The SNMREC Preferred Partner Program is an opportunity for our industry partners to collaborate more fully with the Center. This program is designed to dedicate SNMREC experts and resources to individual industry partner development needs.
Environmental Assessment
Although the concept of deploying electrical generating systems in the Florida Current goes back at least a half-century, there have been only a few scale-models tests over the years, and these were of very limited duration with only a single device at a time. In contrast, full-scale, commercial deployments of the future are likely to involve arrays of devices, possibly numbering in the thousands, with networked cable-to-shore systems to connect the power generated to the electrical grid. At this scale, it is clear that the interaction between the equipment and the marine environment will be two-way, with questions arising in both directions:
- How will commercial-scale arrays of generating devices affect the marine environment?

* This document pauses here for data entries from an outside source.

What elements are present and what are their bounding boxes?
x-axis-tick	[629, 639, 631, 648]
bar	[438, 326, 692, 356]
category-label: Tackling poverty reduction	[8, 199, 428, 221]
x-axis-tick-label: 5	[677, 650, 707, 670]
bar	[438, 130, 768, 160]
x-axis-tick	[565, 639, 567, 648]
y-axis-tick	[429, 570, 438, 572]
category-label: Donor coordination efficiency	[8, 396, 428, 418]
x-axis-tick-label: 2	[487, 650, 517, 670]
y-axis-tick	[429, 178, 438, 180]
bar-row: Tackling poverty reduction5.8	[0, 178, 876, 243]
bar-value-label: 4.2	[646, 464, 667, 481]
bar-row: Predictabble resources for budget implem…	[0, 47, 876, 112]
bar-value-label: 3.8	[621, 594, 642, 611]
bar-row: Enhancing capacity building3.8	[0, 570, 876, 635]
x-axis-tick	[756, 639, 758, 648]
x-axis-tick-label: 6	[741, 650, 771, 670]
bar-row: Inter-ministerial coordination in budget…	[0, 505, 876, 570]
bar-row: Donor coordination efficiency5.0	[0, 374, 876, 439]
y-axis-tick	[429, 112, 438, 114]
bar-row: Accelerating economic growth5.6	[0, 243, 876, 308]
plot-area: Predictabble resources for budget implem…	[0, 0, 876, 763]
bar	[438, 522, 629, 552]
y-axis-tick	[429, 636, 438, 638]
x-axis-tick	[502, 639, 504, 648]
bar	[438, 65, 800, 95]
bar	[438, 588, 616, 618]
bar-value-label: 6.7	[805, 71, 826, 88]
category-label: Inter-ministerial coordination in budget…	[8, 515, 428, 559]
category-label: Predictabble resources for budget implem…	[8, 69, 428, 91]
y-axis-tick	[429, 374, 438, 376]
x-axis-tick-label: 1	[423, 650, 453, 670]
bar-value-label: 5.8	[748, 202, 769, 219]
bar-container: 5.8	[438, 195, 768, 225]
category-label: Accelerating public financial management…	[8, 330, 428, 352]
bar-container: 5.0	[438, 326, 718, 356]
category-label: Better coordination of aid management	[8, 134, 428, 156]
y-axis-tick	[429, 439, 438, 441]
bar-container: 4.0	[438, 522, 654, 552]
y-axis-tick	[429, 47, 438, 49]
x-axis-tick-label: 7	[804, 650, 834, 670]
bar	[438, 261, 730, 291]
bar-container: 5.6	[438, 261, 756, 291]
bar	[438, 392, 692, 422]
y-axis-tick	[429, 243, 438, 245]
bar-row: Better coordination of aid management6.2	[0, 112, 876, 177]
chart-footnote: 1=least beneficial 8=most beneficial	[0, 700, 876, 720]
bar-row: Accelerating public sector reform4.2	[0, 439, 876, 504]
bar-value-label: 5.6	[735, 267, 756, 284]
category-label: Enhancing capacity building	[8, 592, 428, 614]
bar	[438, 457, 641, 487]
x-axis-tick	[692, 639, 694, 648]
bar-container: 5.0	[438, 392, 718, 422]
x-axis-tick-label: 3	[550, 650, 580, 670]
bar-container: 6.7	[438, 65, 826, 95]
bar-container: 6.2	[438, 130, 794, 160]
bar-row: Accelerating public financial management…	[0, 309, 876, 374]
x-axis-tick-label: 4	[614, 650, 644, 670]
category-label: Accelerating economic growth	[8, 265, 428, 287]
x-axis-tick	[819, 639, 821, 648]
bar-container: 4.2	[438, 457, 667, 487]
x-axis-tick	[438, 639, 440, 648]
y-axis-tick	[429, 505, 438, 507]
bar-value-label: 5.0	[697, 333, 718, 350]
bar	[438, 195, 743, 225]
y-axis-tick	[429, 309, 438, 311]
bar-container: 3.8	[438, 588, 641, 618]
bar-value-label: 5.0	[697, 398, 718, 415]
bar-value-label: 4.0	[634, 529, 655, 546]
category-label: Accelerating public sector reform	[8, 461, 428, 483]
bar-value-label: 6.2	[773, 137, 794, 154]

- How will the marine environment affect the equipment?
One advantage of the SNMREC strategy of deploying single-device prototypes for testing purposes is that these questions can be addressed on very small scales before the investment in arrays is made. It is clear that single devices will have negligible lasting effect on the large-scale marine environment (although the marine environment will undoubtedly affect them), but small scale influences can be measured and scaled up to predict the effects of arrays.
Environmental stewardship embodies, first and foremost, the natural-world version of the Hippocratic Oath to “do no harm.” In the context of using open-ocean currents such as the Florida Current for the purpose of generating electricity, there is some potential for harm to marine life, and this must be understood and properly mitigated. Concerns which arise from the sea floor to the surface include, for example:
- What effects will there be on benthic habitat from anchor systems and potential changes in sediment transport?

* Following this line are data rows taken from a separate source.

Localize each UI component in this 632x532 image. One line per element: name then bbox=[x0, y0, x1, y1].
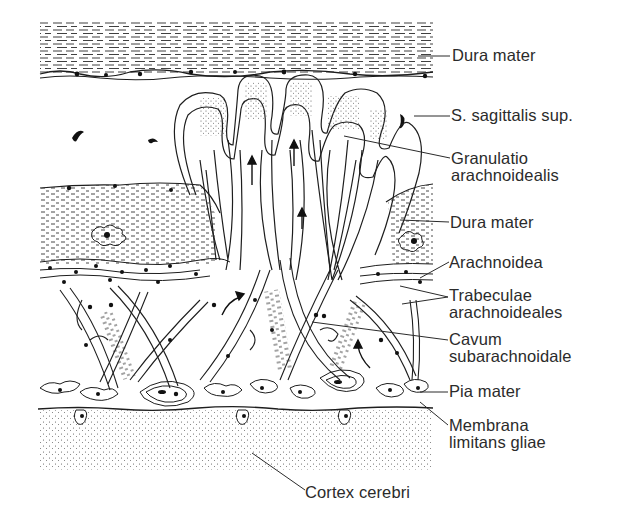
label-dura-mater-mid: Dura mater bbox=[450, 214, 534, 231]
label-pia-mater: Pia mater bbox=[449, 383, 521, 400]
label-arachnoidea: Arachnoidea bbox=[449, 254, 543, 271]
label-cavum-subarachnoidale: Cavum subarachnoidale bbox=[449, 331, 572, 365]
label-sinus-sagittalis: S. sagittalis sup. bbox=[451, 107, 573, 124]
pia-mater-layer bbox=[40, 370, 428, 406]
label-membrana-limitans-gliae: Membrana limitans gliae bbox=[449, 417, 546, 451]
label-granulatio-arachnoidealis: Granulatio arachnoidealis bbox=[451, 150, 559, 184]
cortex-cerebri-layer bbox=[38, 407, 433, 470]
label-dura-mater-top: Dura mater bbox=[452, 47, 536, 64]
dura-mater-mid-layer bbox=[40, 183, 433, 265]
dura-mater-top-layer bbox=[40, 22, 433, 80]
trabeculae-arachnoideales bbox=[60, 258, 420, 390]
label-trabeculae: Trabeculae arachnoideales bbox=[449, 287, 562, 321]
label-cortex-cerebri: Cortex cerebri bbox=[305, 484, 410, 501]
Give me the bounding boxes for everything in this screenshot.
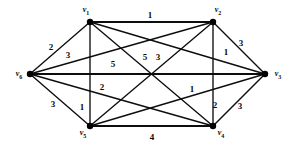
vertex-label-v4: v4 xyxy=(218,129,225,139)
vertex-label-v5: v5 xyxy=(80,129,87,139)
vertex-label-v6: v6 xyxy=(16,70,23,80)
vertex-label-sub-v6: 6 xyxy=(19,74,22,80)
vertex-label-sub-v3: 3 xyxy=(278,74,281,80)
edge-weight-v6-v3: 5 xyxy=(111,60,116,69)
edge-weight-v2-v4: 1 xyxy=(224,48,229,57)
edge-weight-v1-v3: 1 xyxy=(80,103,85,112)
edge-weight-v6-v4: 1 xyxy=(190,85,195,94)
graph-label-layer: 123315532131234v1v2v3v4v5v6 xyxy=(0,0,297,150)
vertex-label-v3: v3 xyxy=(275,70,282,80)
vertex-label-sub-v2: 2 xyxy=(218,10,221,16)
edge-weight-v1-v2: 1 xyxy=(148,11,153,20)
edge-weight-v2-v3: 3 xyxy=(239,39,244,48)
edge-weight-v1-v4: 5 xyxy=(143,53,148,62)
vertex-label-sub-v4: 4 xyxy=(221,133,224,139)
edge-weight-v1-v5: 2 xyxy=(100,83,105,92)
vertex-label-v1: v1 xyxy=(83,6,90,16)
edge-weight-v5-v4: 4 xyxy=(150,133,155,142)
edge-weight-v2-v5: 3 xyxy=(156,53,161,62)
vertex-label-v2: v2 xyxy=(215,6,222,16)
vertex-label-sub-v5: 5 xyxy=(83,133,86,139)
edge-weight-v1-v6: 2 xyxy=(49,43,54,52)
vertex-label-sub-v1: 1 xyxy=(86,10,89,16)
edge-weight-v2-v6: 3 xyxy=(66,51,71,60)
edge-weight-v6-v5: 3 xyxy=(51,100,56,109)
edge-weight-v3-v4: 3 xyxy=(238,102,243,111)
edge-weight-v3-v5: 2 xyxy=(213,101,218,110)
weighted-graph-figure: 123315532131234v1v2v3v4v5v6 xyxy=(0,0,297,150)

- Within the water column, will pelagic fishes be disturbed by (or attracted to) the generating equipment?
- How will acoustic effects on the ocean be perceived by noise-sensitive species?

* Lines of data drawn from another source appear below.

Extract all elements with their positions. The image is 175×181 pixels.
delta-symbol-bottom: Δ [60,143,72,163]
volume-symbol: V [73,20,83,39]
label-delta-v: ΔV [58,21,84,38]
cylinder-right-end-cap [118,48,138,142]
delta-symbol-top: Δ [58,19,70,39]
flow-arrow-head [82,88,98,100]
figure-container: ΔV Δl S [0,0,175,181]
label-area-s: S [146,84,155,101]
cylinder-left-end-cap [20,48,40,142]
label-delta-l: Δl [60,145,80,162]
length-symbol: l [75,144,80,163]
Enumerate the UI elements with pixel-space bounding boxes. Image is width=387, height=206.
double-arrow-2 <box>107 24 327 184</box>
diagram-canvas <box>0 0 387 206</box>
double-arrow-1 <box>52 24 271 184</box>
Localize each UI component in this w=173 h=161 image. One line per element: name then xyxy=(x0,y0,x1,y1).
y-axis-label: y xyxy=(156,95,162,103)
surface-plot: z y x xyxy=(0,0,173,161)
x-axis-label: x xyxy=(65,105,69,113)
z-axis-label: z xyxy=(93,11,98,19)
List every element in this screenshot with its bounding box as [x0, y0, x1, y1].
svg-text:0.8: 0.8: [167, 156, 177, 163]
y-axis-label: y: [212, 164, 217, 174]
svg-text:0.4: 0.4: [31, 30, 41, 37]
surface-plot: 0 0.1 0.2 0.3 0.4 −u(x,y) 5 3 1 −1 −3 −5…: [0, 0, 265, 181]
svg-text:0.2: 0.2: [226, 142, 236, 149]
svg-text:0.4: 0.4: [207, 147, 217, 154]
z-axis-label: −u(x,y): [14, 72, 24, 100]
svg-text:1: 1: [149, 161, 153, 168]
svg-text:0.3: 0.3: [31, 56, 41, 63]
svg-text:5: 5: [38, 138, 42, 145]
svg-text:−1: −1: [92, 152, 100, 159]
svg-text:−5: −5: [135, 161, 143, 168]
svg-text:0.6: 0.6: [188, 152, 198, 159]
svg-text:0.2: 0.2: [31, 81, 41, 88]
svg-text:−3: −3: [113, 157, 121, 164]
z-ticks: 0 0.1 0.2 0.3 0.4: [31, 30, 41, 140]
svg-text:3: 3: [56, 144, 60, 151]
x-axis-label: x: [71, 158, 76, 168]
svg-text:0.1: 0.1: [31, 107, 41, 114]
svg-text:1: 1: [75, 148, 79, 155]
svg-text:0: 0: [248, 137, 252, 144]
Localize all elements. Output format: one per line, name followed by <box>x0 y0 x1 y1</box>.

- Will electrical cables be an issue with respect to sharks and other electroreceptive sea creatures?
- What is the potential for strikes of pelagic species (notably protected mammals and endangered sea turtles) with the equipment (particularly turning rotors)?
While the range of these important questions is daunting, SNMREC’s approach to marine hydrokinetic energy implementation offers the potential of small-scale experiments to investigate these issues with care and to use results to develop mitigation strategies. Work on the more compelling problems (e.g., endangered sea-turtle issues) has begun.